Instruction for the entries below: return the part that opens with the line containing "has width=728, height=563." and closes with the line containing "Task: Click on the step-description: Take", exactly, and no pictures.
--- The data Enclosed Below ---
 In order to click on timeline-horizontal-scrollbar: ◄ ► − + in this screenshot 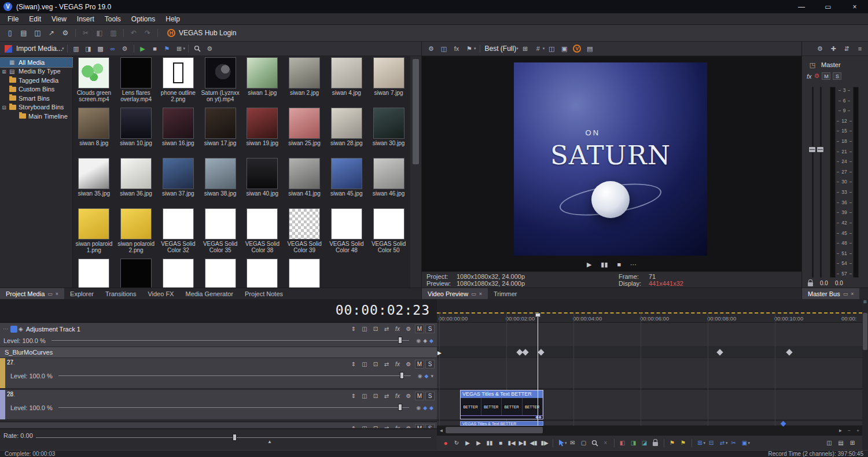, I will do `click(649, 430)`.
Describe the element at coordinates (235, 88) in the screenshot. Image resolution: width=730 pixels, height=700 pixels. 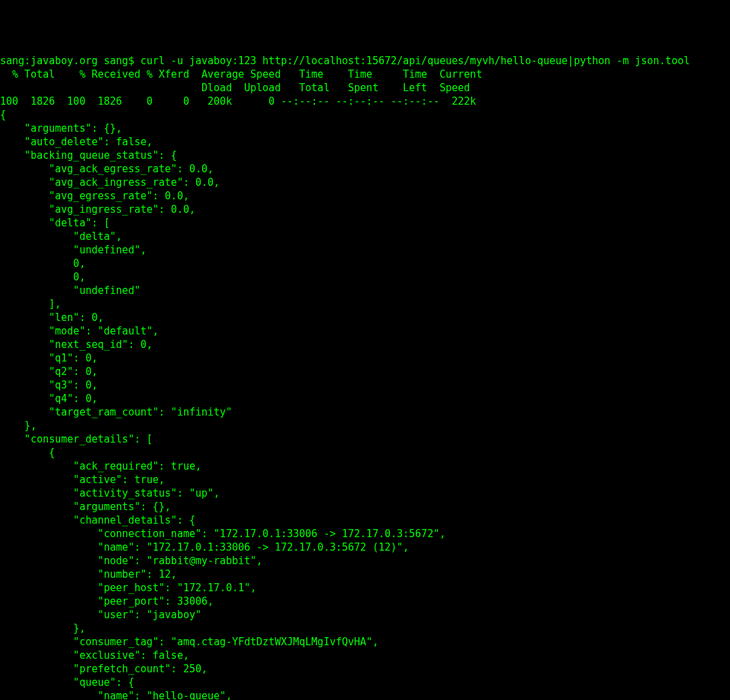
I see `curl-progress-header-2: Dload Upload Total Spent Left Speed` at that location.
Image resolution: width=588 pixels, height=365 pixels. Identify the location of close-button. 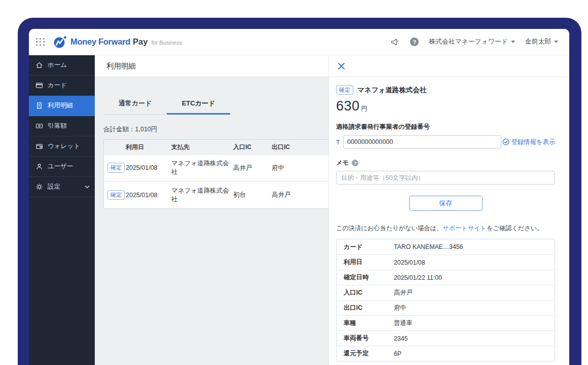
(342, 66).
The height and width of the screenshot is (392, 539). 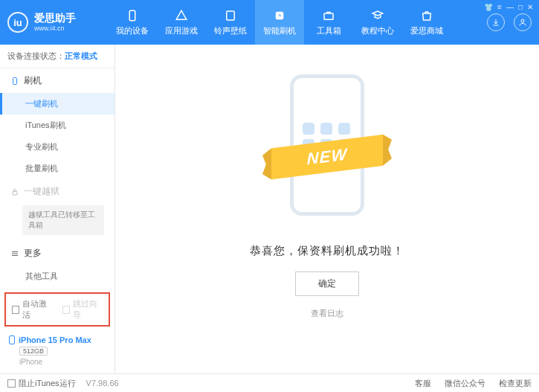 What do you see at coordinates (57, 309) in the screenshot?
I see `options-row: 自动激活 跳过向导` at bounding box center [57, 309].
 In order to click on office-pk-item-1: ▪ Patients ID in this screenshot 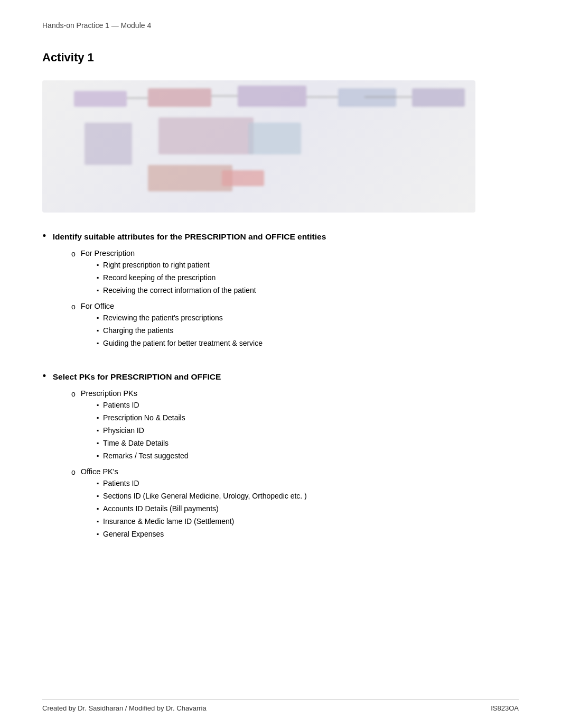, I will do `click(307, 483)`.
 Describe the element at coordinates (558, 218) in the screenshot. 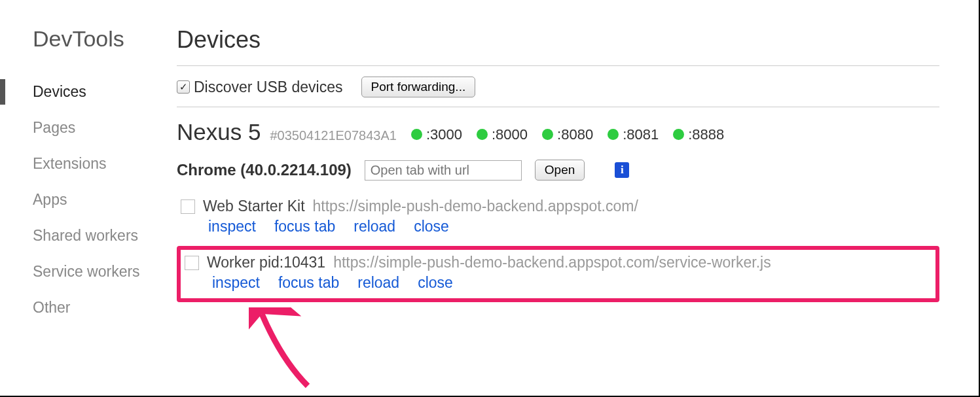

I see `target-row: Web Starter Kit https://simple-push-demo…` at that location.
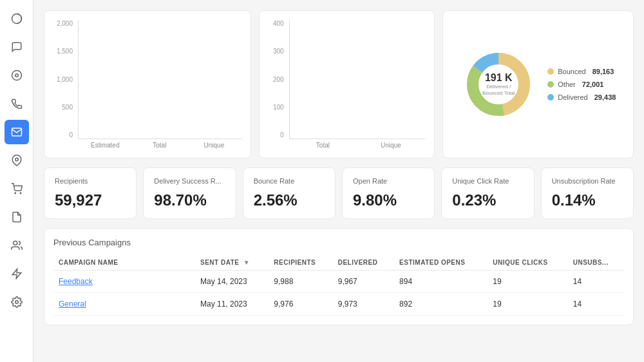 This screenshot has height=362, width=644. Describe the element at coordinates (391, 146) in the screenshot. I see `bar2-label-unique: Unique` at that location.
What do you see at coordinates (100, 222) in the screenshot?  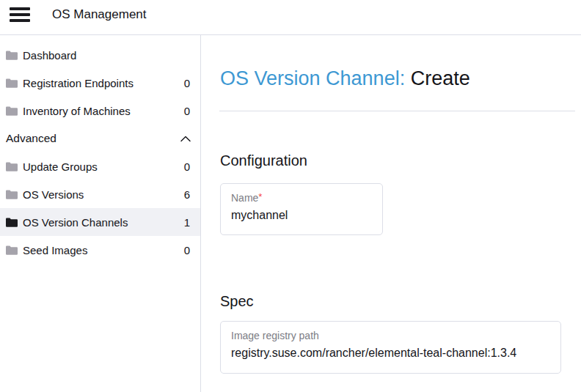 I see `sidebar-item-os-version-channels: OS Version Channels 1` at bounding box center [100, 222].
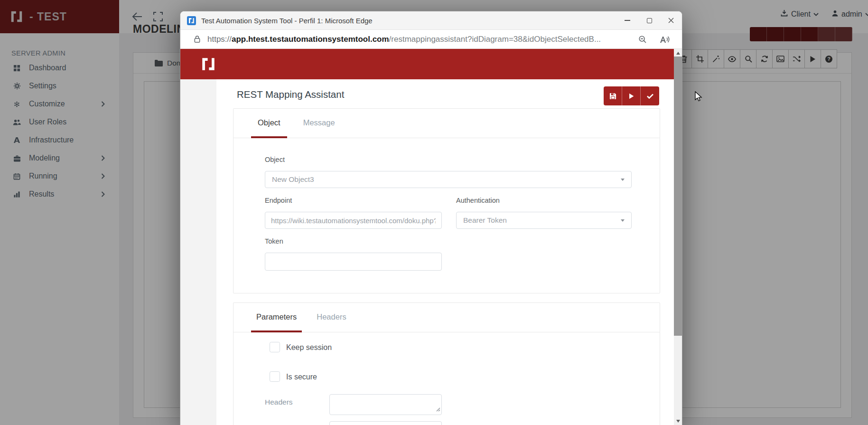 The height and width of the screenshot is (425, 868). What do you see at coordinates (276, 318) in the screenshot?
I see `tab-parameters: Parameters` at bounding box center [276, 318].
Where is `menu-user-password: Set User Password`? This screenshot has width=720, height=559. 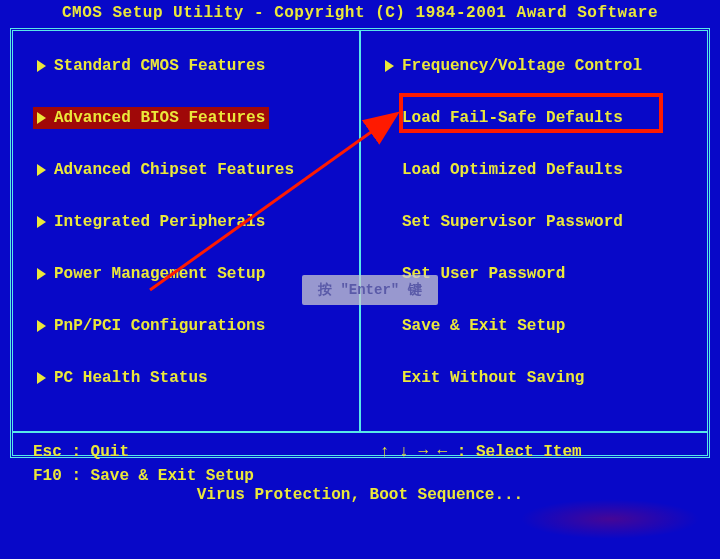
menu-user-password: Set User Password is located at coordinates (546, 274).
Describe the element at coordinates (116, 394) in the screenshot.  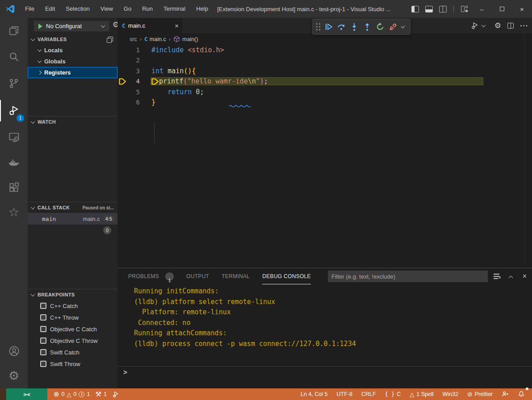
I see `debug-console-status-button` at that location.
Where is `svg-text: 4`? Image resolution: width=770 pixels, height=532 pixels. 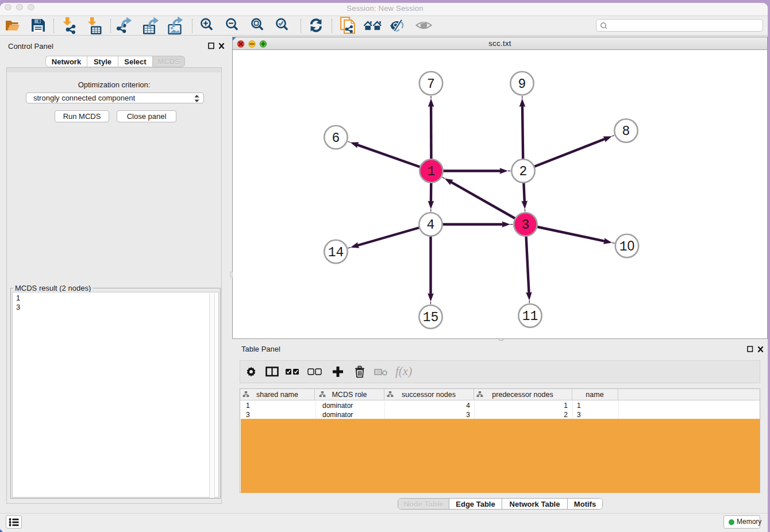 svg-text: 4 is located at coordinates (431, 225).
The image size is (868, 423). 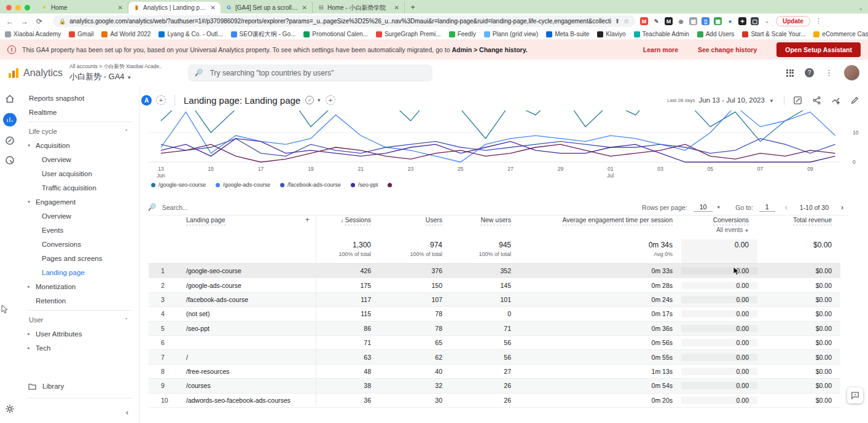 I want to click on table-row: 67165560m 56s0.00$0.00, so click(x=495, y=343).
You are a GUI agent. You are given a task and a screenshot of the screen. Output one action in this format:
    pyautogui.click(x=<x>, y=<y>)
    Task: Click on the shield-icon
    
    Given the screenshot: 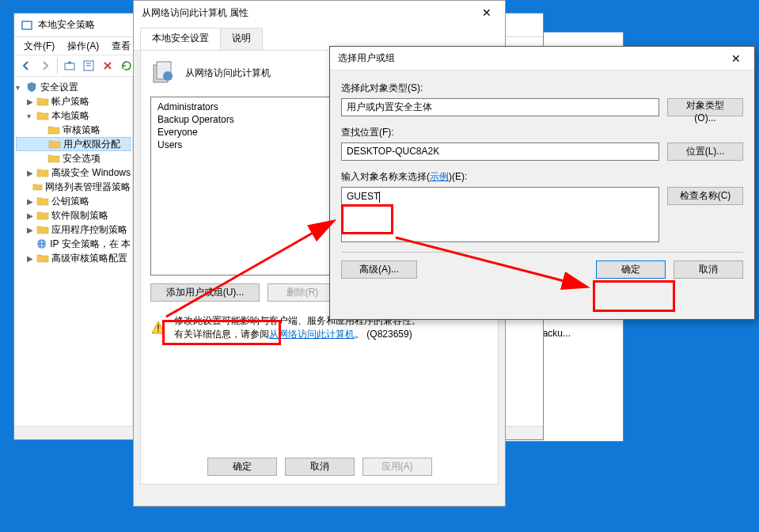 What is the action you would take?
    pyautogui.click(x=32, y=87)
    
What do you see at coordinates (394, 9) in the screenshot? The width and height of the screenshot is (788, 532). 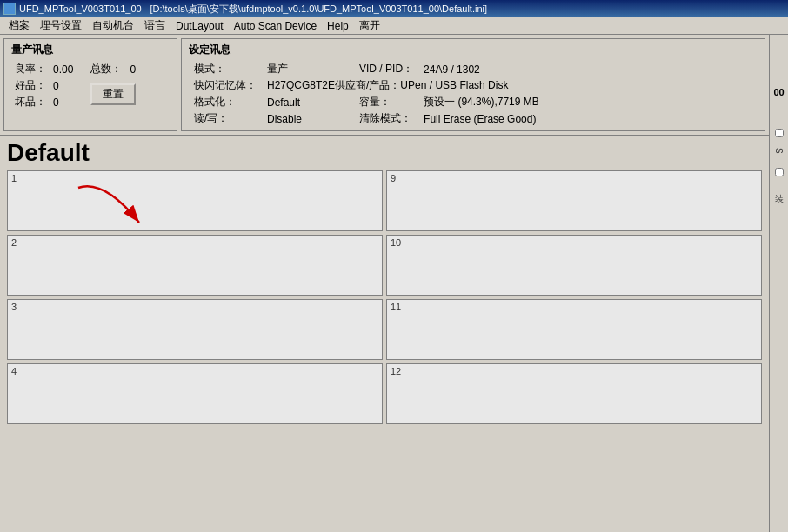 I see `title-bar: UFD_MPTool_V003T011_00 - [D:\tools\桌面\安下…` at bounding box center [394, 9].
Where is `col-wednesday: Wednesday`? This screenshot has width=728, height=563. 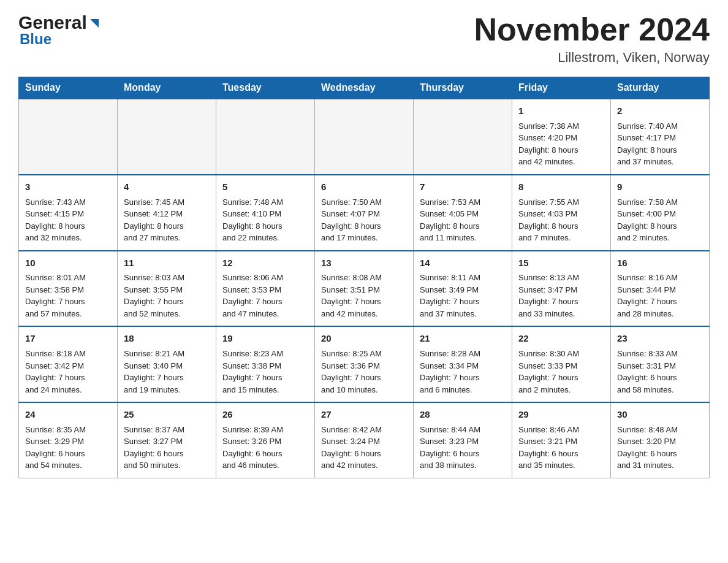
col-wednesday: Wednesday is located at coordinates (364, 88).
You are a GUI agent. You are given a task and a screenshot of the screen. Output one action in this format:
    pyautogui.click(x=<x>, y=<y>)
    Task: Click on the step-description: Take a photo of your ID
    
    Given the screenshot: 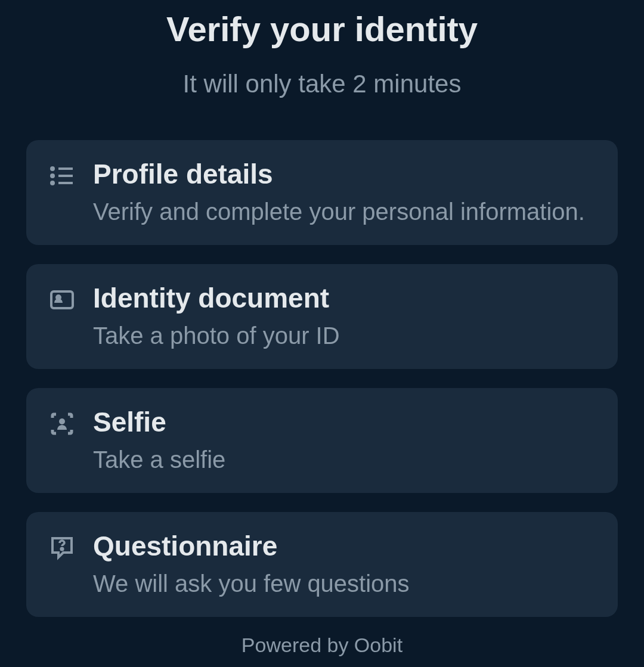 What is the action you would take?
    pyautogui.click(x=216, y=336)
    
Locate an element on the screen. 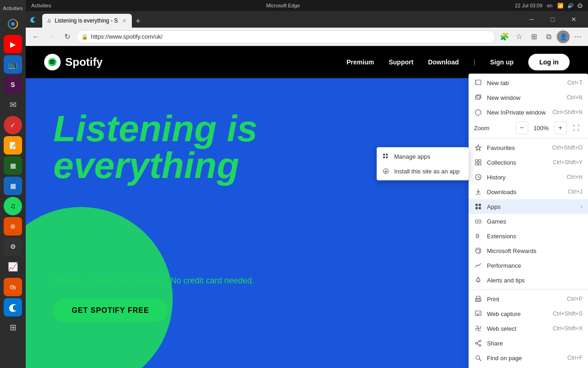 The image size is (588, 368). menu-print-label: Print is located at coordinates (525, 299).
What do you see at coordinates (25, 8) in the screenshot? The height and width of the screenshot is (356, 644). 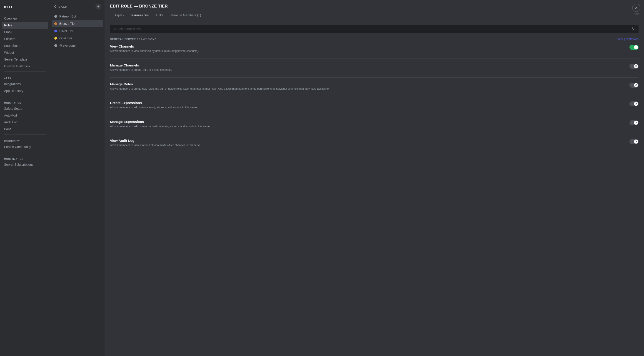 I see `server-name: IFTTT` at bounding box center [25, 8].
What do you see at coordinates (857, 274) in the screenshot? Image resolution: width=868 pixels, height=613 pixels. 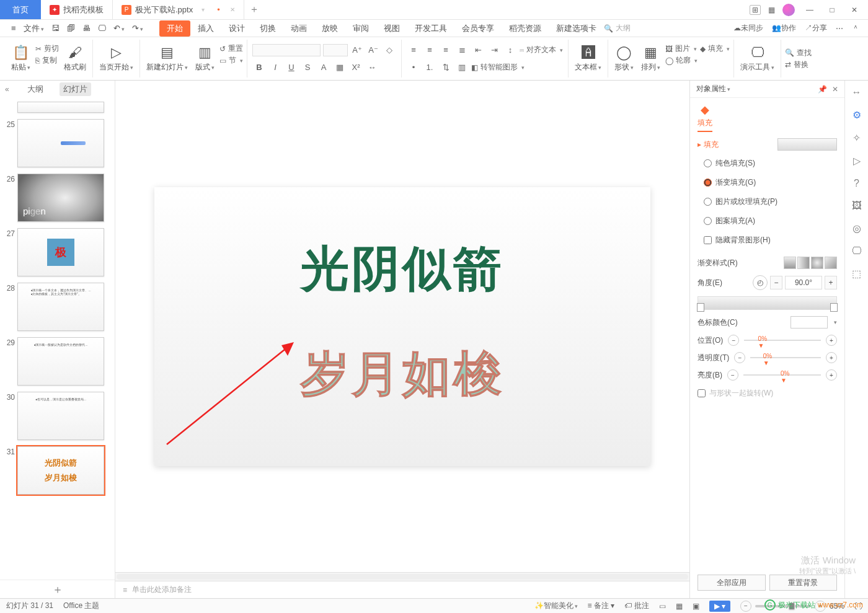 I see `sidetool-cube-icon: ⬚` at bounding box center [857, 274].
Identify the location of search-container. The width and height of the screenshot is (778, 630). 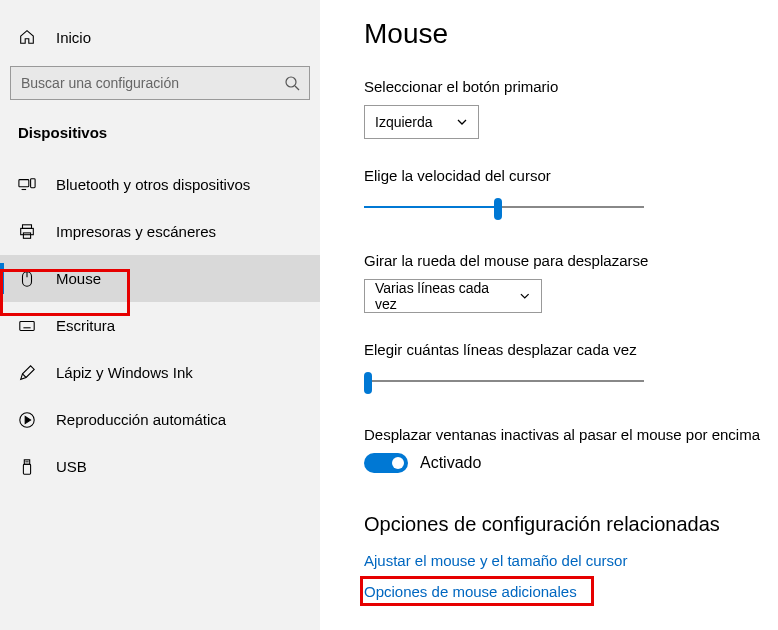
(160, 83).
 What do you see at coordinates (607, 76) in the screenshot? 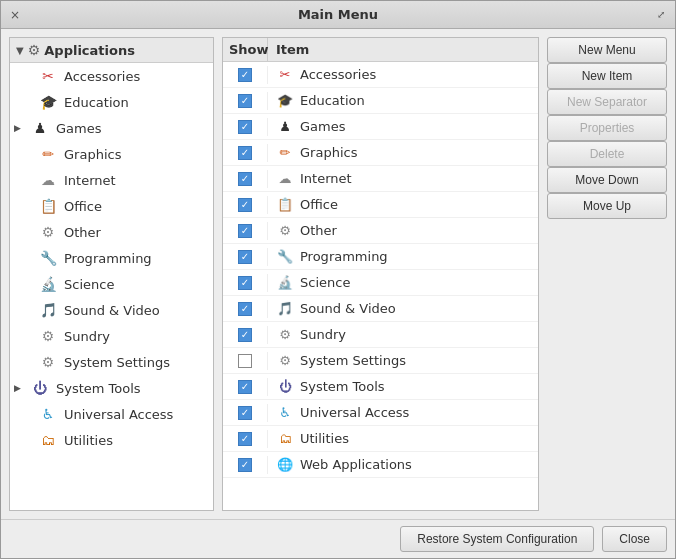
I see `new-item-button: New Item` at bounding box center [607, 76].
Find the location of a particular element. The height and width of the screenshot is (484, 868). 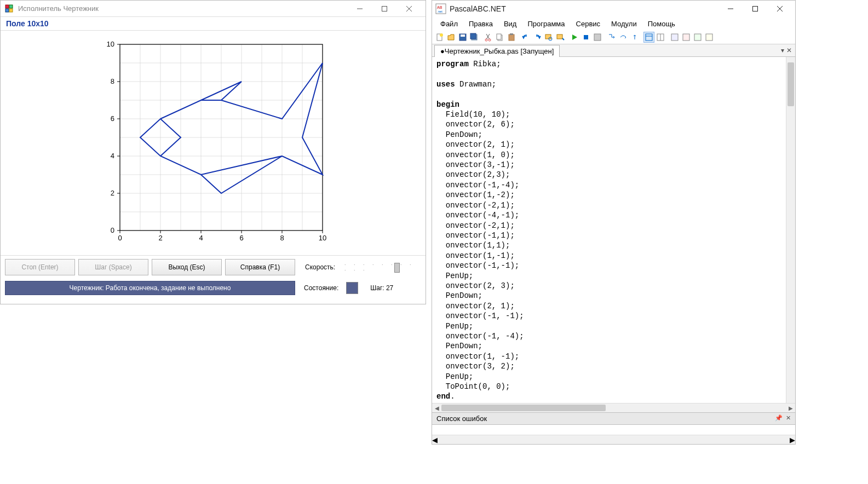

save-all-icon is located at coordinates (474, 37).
--- End of Enclosed The data ---
* Completed exercise *
Where is `col-wednesday: Wednesday`? This screenshot has width=728, height=563. 
col-wednesday: Wednesday is located at coordinates (364, 88).
You are a GUI agent. You are given a task and a screenshot of the screen. Output one action in this format:
    pyautogui.click(x=<x>, y=<y>)
    Task: Click on the step-description: Take a photo of your ID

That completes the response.